We might take Roma as the name of this mood as well as that of a neighbourhood. It would then mean urban life at a certain time in a certain place, family, servants, space, car, bilingualism, devotion to children not your own, risk, damage, survival, and a lot more. And all of it centres on Cleo, whose face and walk and gestures are the movie’s main text, the cluster of signs we are invited to read most carefully.
Yalitza Aparicio underacts so wonderfully, does so little with words, that we almost always know what her character is feeling: when she is contented, entertained, worried, frightened. She laughs when she plays games with Adela, her co-worker; she relaxes with the children. She is discreet even in her panic when her waters break – she is expecting a child by one of the martial arts men, who will have nothing to do with her now – and the riot in the streets means she is very late getting to the hospital. The child is stillborn, and here, I think, we actually can’t read her face. She is given the child to hold, and doesn’t want to let go; but what is it she doesn’t want to let go of?

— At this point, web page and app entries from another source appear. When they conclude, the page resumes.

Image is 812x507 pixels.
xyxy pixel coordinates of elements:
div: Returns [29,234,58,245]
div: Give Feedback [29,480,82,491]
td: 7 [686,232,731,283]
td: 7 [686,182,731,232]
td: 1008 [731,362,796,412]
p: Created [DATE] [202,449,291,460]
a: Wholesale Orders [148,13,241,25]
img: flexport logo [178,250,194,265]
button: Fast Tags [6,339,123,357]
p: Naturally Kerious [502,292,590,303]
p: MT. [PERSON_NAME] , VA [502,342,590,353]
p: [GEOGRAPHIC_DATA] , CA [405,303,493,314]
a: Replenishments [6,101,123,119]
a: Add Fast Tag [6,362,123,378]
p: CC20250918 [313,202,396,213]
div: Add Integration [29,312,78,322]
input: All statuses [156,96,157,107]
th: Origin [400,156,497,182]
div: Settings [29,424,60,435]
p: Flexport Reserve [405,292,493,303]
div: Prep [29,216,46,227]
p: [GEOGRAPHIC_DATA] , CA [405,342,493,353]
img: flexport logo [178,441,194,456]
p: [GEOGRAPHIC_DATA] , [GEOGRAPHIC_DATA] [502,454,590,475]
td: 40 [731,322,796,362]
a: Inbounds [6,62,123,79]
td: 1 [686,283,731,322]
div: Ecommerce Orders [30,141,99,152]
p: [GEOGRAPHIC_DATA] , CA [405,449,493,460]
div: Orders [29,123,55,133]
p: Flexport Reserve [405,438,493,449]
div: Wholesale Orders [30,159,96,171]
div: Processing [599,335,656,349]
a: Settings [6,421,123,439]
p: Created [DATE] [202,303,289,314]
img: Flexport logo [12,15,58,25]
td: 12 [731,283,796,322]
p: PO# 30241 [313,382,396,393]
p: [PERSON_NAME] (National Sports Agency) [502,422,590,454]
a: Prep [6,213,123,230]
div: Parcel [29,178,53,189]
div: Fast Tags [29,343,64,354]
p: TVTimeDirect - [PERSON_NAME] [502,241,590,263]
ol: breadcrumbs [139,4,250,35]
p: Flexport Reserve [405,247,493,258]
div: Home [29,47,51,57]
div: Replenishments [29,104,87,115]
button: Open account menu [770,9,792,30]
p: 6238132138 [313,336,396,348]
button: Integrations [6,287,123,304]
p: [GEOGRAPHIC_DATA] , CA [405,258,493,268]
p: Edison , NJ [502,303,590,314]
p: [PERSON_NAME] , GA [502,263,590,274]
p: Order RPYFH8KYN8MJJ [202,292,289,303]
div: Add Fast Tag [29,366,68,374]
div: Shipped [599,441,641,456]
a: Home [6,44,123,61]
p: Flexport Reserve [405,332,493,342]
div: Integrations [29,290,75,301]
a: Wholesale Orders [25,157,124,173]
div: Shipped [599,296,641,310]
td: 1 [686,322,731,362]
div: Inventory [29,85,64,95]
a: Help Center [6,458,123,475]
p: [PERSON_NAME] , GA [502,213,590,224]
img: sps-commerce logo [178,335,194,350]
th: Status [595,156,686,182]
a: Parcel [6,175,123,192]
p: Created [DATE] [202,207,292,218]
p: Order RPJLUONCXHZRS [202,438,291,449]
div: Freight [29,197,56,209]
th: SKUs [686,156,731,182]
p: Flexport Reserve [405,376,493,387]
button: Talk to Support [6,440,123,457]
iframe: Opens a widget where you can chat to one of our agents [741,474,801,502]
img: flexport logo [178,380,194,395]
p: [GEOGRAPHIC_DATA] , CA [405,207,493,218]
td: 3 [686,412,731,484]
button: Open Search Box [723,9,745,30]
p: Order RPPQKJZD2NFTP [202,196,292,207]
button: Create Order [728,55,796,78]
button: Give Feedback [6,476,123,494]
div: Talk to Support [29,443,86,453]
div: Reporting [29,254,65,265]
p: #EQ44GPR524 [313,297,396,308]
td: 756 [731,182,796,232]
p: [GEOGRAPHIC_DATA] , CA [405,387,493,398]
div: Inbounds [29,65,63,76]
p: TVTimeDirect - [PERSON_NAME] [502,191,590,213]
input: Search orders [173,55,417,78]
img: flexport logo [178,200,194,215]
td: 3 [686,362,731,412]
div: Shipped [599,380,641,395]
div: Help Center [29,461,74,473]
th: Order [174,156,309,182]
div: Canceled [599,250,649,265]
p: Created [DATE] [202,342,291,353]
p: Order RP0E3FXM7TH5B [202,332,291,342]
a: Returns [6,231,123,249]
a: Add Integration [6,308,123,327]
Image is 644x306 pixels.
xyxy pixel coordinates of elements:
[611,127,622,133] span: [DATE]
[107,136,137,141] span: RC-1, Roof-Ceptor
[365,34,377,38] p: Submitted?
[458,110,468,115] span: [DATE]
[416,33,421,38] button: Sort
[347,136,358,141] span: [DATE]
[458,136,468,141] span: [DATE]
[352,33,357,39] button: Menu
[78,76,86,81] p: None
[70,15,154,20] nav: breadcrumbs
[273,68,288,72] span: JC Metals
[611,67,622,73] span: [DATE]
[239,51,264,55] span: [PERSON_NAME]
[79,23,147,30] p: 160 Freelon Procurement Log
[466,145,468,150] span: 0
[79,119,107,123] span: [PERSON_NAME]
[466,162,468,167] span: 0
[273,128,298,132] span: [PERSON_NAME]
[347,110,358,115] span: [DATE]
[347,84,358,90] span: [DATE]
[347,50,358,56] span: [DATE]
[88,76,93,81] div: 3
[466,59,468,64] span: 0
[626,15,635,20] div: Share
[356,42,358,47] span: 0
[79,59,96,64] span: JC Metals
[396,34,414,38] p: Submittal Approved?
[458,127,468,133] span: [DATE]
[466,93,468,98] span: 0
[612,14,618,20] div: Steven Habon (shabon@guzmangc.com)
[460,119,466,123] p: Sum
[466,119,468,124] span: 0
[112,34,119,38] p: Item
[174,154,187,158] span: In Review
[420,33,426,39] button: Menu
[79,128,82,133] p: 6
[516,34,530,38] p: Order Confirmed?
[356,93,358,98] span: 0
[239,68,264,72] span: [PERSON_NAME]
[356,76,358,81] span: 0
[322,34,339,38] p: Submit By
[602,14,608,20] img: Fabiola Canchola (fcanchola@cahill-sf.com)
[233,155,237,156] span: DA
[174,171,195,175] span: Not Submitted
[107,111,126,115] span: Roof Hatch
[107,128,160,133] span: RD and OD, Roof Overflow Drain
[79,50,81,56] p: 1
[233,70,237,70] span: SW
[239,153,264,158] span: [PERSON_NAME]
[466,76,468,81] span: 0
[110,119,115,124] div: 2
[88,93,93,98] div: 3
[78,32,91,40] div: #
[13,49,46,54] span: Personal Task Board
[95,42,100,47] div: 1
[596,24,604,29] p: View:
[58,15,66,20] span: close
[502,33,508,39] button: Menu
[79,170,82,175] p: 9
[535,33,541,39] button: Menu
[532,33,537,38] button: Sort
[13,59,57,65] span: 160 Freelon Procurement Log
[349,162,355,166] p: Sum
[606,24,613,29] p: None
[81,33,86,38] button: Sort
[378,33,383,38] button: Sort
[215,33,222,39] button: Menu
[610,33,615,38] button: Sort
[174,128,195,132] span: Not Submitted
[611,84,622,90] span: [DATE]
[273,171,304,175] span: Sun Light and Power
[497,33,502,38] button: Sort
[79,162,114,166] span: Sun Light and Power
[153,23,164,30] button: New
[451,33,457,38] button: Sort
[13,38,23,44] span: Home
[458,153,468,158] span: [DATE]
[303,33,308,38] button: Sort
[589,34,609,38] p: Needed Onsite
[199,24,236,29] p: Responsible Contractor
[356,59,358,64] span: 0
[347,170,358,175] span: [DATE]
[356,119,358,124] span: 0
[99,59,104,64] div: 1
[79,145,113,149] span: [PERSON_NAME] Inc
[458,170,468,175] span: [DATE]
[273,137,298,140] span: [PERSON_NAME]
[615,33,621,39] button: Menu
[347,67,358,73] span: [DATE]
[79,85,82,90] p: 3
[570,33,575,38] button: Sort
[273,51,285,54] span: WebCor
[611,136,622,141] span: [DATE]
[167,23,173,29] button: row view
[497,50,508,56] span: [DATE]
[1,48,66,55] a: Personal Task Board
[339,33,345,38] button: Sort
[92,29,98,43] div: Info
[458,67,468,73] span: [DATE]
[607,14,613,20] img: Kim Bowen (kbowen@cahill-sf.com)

Later she saves two of the children in the family she works for from drowning in the sea – at great risk to herself, since she can’t swim. And at this precise moment, in the midst of everyone’s gratitude and relief, she says of her own baby, ‘I didn’t want it to be born.’ She can’t be wrong, of course, this is her mind and her thought. But her thought may be incomplete, and what the film has taught us about her may allow us to continue it a little. She didn’t know earlier perhaps what it meant to care for another life more than your own. Or if we think of her earlier game with the little boy, she didn’t know why one might become unable to like being dead even in a game. In this respect, Roma joins Children of Men in its preoccupation with the future. There the species is dying, its youngest member is already 18. Here lives are lost and saved. Every loss matters, but loss is not all there is.
Send Letters To:
The Editor
London Review of Books,
28 Little Russell Street
London, WC1A 2HN
letters@lrb.co.uk
Please include name, address, and a telephone number.